Navorsing by die Sweedse mediese universiteit Karolinska Institutet het bewys dat oefening van werkende geheue ('working memory') sigbare veranderinge teweegbring in die aantal dopamien reseptors in die menslike brein.

Werkende geheue is kritiek vir onder andere
  • konsentrasievermoë,
  • die vermoë om te kan organiseer,
  • om instruksies te kan volg,
  • leesbegrip, en
  • om vraestelle te beantwoord.

Dié navorsingstudie, wat in die tydskrif Science gepubliseer is, is uitgevoer met behulp van PET-skanderings en bied dieper insig in die komplekse wisselwerking tussen kognisie en die brein se biologiese struktuur. Die studie is relevant vir Edublox aangesien werkende geheue een van die geheuetipes is wat aktief in ons klinieke geoefen word:

"Brain biochemistry doesn't just underpin our mental activity; our mental activity and thinking process can also affect the biochemistry," says Professor Klingberg, who led the study.

The neurotransmitter dopamine plays a key part in many of the brain's functions. Disruptions to the dopamine system can impair working memory, making it more difficult to remember information over a short period of time, such as when problem solving. Impaired working memory has, in its turn, proved to be a contributory factory to cognitive impairments in such disorders as ADHD.
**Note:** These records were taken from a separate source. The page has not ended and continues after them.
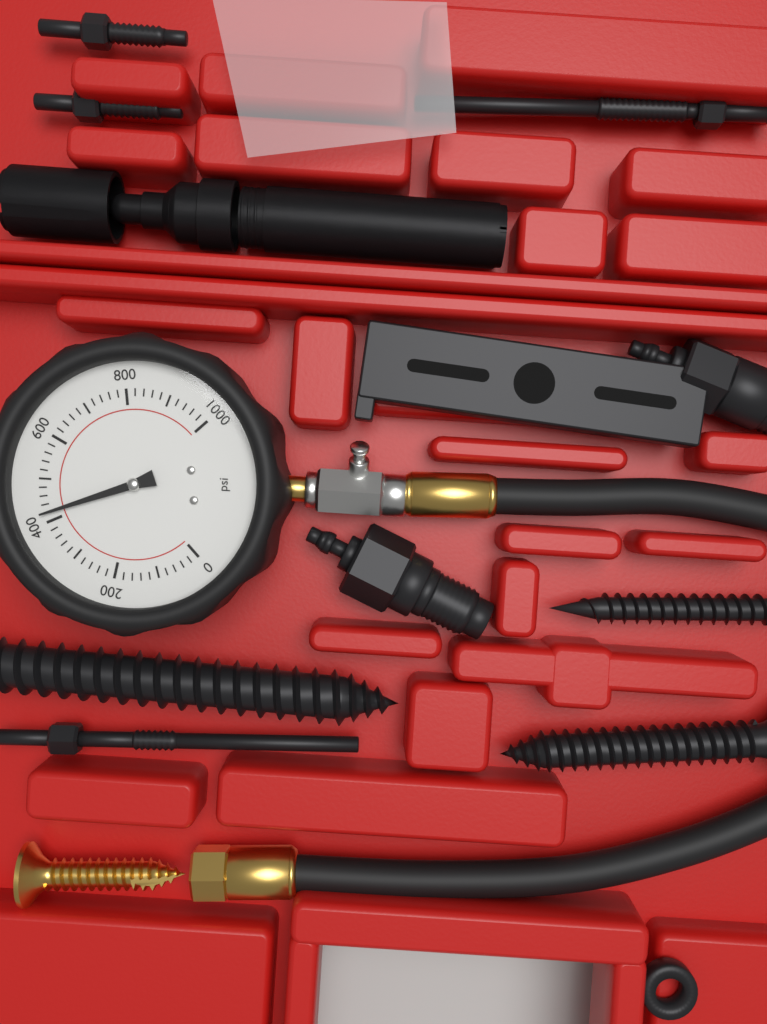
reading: 420 psi
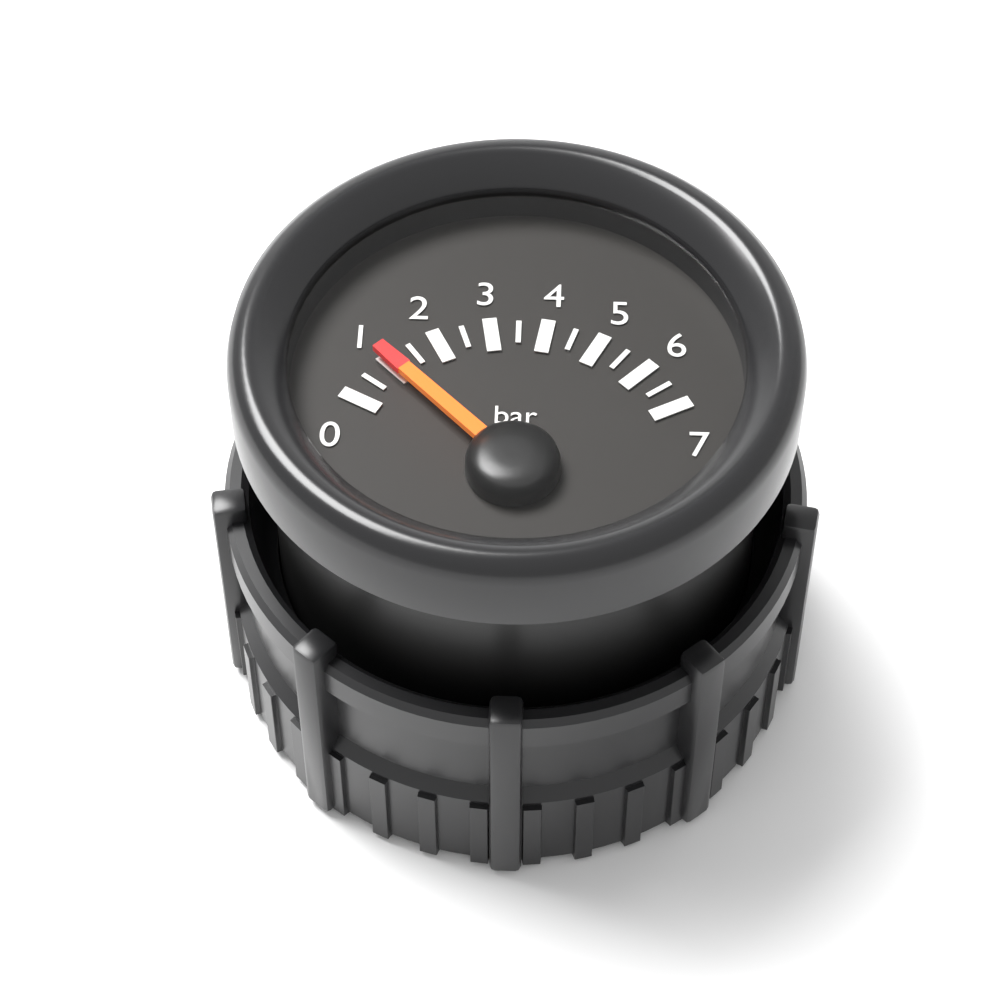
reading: 1.0 bar
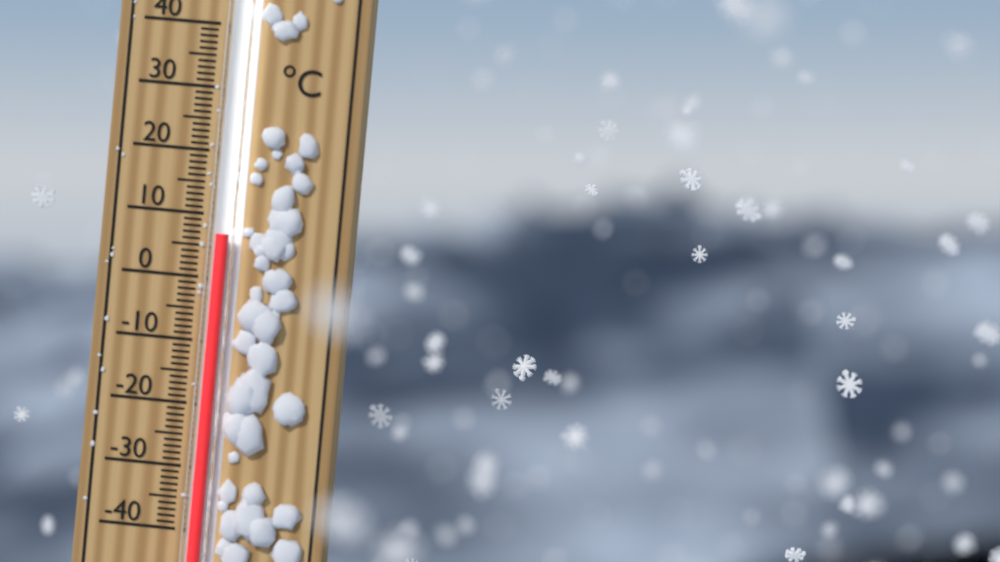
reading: 7 °C
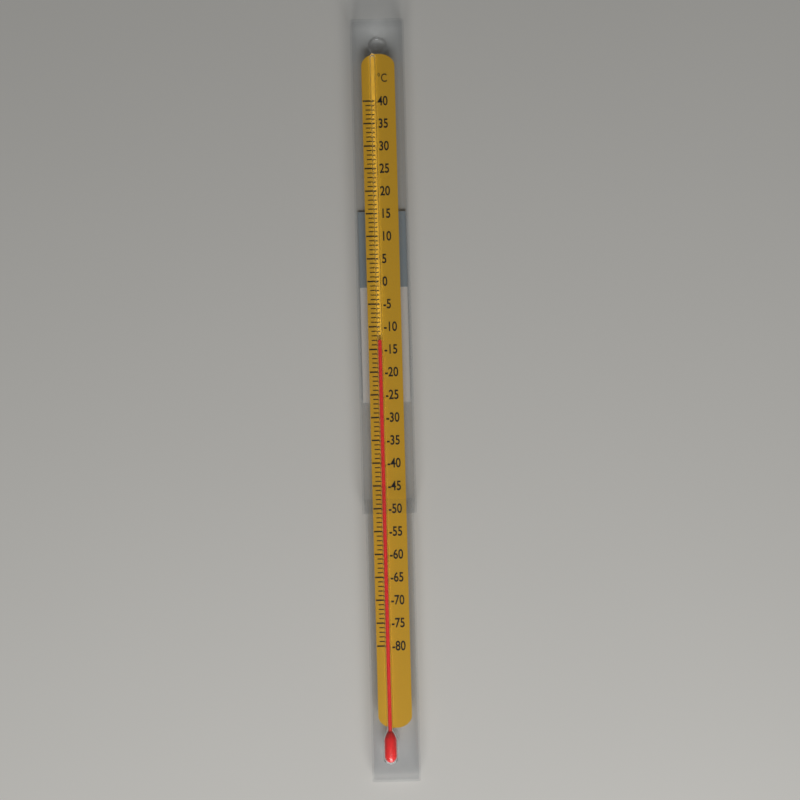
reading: -13 °C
Professor Klingberg and his colleagues have previously shown that the working memory can be improved with a few weeks' intensive training. Through a collaborative project conducted under the Stockholm Brain Institute, the researchers have now taken a step further and monitored the brain using PET scans, and have confirmed that intensive brain training leads to a change in the number of dopamine D1 receptors in the cortex.

Their results can be of significance to the treatment of cognitive impairments, such as ADHD.